Test Five: Interference
Some background interference, from numerous endpoints operating on same RF frequencies used by mission-critical Wi-Fi patient monitors, and additional Wi-Fi disturbance from patients and visitors bringing in their own devices, is completely unavoidable. Consequently, it is important that the hospitals’ critical devices and Wi-Fi access points can cope with the expected level of interference – and even unexpected levels of interference, too.

Test Six: Channel Model
Most Wi-Fi devices within a hospital will encounter a variety of different RF channels, and if their performance on one particular channel is weaker, this can wreak havoc on overall performance. Here, both the manufacturer and the hospital have a responsibility to test devices’ performances across a general and specific range of channels.

Real-Time, Real Life
The crucial principle underpinning all of these testing areas is the emulation of real-world operating conditions. Wi-Fi testing is not a theoretical endeavour; it must incorporate traffic simulations, range and roaming conditions, device and application ecosystems that mirror the working environment, and even exceed them in terms of complexity, in order to guarantee performance and resilience in the field.

IoT infrastructures, whether the hospital example we examined here, a factory, a university, a department store or indeed an entire city, are bound together by WiFi. A huge range of devices must be able to connect to diverse networks, often in unpredictable conditions.

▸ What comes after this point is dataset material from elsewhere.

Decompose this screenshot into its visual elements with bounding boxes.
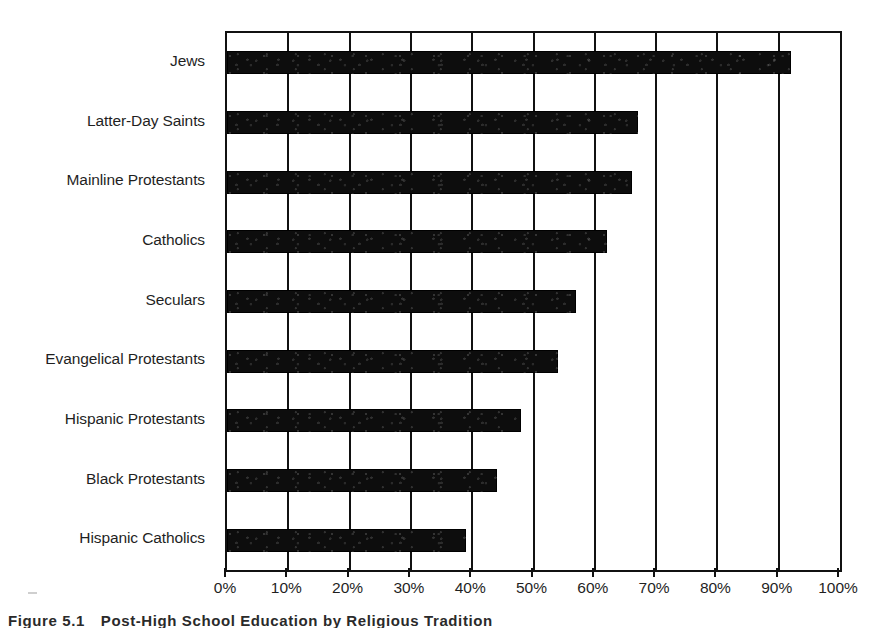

While the exact nature of an IoT deployment in months or years to come will always be difficult to entirely predict, real-life, real-time device and network testing will go a long way to ensuring that the environment’s connectivity will be strong, always.

About the author: Areg Alimian is senior director for solutions marketing at Ixia. Areg has over 18 years of industry experience with leadership roles in marketing, product development and business leadership in sectors including information security, streaming and social media, network test, Wi-Fi, and network performance management.